May 25, 2012
Chinese buyer cancels four soy consignments
A private Chinese trading house has cancelled four soy loads from Brazil due to low domestic crushing margins.
However, the cancellations were not widespread and China was still shopping for third-quarter delivery supplies, according to traders.
Falling domestic crush margins has squeezed some higher-cost crushers and them to cancel or defer some shipments, but many other Chinese crushers are still looking to make up for their supply shortfall for August and September, after a drought cut shipments from South America, traders and crushers said.
Market participants stressed that the cancellations, known as "wash out" in trade lingo, were based on mutual agreement and was not a default, whereby a buyer would refuse to take deliveries and forsake the deposit.
"We had booked too many soybean cargoes for delivery and right now crushing margins are not very good," Shao Guorui, a trading manager with Shandong Sunrise Group Co. Ltd which cancelled the shipment, said. The firm, based in the northern province of Shandong, also has its own crusher.
Shao added that the supplier, a Japanese trading house, had accepted the cancellation of the cargoes, for July shipment, as it will be able to sell the soy to others for a better price as current premiums to China have jumped to more than US$2.10 per bushel from US$1.60 when he originally booked the cargoes.
Traders said the supplier had found buyers for the four cargoes, totalling about 240,000 tonnes, probably in China.
US spot-month soy hit a two-month low and dropped 1.4% on Wednesday (May 23) on risk aversion triggered by a deepening euro zone debt crisis, with talk of Chinese processors cancelling or postponing purchases adding pressure.
But traders in China said investors may have over-reacted.
A trader with an international trading house said China had so far only purchased less than half of its monthly imports of 4-5 million tonnes for September shipment.
"The buyers are still Chinese, and China's overall imports are also expected to rise this year," said another trader.
Commodities markets have been gripped by fears of Chinese defaults following a raft of deferrals and defaults on coal and iron ore deliveries on the back of falling prices.
But analysts said China's demand for agricultural products remain very resilient as overseas prices was cheaper than domestic supplies.
The price of soymeal, a major by-product of soy, have fallen amid expectations of weaker demand from livestock breeders. This has in turn put a squeeze on Chinese crushers, making some lose about RMB100 (US$16) on every tonne of soy they process.
Some of them have also deferred their May-June arrival shipments to the fourth quarter, traders said.
China is expected to import 5.8 million tonnes of the oilseed in May and again the same volume in June, up nearly 20% from April's 4.88 million tonnes.
Beijing is also selling its state reserves to the market to try to draw down its old state stocks to take advantage of expensive imports.
On Thursday, the government sold 188,410 tonnes, out of an offer of 605,356 tonnes of soy reserves at a price of RMB3,870-3,952 (US$610-$620) per tonne, a majority of the sales went to crushers in the inland province in the northeast, which process only domestic soy.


● EXERCISE DIRECTIONS
Using the records that follow, tally the lines containing the word "Billable" and state only the count.
##### GIVEN RECORDS
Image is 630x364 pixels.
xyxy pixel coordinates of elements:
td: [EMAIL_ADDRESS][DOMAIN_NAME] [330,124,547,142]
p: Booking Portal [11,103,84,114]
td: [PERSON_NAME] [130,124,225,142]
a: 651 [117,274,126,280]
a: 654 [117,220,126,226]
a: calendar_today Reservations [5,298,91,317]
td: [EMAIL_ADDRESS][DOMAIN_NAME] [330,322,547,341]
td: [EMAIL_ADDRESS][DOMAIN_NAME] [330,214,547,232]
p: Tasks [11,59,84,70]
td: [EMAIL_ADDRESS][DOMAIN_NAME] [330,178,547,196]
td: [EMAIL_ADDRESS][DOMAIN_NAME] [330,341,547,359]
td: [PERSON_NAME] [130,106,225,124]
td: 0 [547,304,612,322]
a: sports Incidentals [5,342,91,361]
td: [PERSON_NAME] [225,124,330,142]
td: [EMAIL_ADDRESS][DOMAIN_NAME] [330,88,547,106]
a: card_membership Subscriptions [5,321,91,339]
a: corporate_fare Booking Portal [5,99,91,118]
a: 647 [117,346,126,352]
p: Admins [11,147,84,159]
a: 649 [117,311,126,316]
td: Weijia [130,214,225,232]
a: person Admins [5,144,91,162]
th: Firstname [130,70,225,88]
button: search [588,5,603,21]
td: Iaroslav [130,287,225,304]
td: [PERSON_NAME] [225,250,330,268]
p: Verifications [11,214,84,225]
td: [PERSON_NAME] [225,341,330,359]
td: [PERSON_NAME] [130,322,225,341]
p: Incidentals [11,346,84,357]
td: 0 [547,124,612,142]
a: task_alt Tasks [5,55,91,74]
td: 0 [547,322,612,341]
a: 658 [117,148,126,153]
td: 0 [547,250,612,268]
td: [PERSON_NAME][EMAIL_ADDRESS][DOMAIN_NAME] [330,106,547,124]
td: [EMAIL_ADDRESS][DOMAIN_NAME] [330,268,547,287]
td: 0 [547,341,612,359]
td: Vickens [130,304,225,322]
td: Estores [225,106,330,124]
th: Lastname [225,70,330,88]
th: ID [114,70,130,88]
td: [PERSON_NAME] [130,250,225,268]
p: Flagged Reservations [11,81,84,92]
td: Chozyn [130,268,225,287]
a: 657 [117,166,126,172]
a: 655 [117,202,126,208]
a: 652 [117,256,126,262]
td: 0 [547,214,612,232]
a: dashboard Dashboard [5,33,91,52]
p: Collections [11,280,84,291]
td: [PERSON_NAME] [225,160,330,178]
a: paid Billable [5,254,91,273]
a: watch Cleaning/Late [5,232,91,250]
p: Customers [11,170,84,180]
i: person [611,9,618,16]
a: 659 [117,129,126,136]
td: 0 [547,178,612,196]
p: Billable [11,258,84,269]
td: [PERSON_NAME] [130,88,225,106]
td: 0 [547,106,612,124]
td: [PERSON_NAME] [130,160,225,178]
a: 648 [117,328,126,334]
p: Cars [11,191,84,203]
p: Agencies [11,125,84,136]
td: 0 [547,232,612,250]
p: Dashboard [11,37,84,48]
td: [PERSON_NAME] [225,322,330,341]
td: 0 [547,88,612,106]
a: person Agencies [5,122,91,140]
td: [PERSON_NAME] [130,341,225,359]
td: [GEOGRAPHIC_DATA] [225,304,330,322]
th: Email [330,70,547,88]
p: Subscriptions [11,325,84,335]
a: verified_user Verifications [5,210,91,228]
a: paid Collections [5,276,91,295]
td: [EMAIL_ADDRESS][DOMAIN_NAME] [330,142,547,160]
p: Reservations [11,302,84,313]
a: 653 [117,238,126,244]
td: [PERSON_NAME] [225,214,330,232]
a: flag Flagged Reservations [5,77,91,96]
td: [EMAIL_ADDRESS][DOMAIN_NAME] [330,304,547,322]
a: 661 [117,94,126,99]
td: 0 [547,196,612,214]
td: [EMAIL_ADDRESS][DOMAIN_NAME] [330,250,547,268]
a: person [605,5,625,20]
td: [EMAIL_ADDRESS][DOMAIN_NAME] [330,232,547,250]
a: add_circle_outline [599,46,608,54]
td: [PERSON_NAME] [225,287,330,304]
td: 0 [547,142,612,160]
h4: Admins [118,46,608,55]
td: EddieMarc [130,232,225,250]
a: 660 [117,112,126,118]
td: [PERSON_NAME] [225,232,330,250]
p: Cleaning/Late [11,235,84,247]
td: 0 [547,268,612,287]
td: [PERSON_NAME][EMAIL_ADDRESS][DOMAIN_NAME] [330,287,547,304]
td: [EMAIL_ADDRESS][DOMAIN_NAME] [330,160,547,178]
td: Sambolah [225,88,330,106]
##########
● RESULT OF THE TASK
2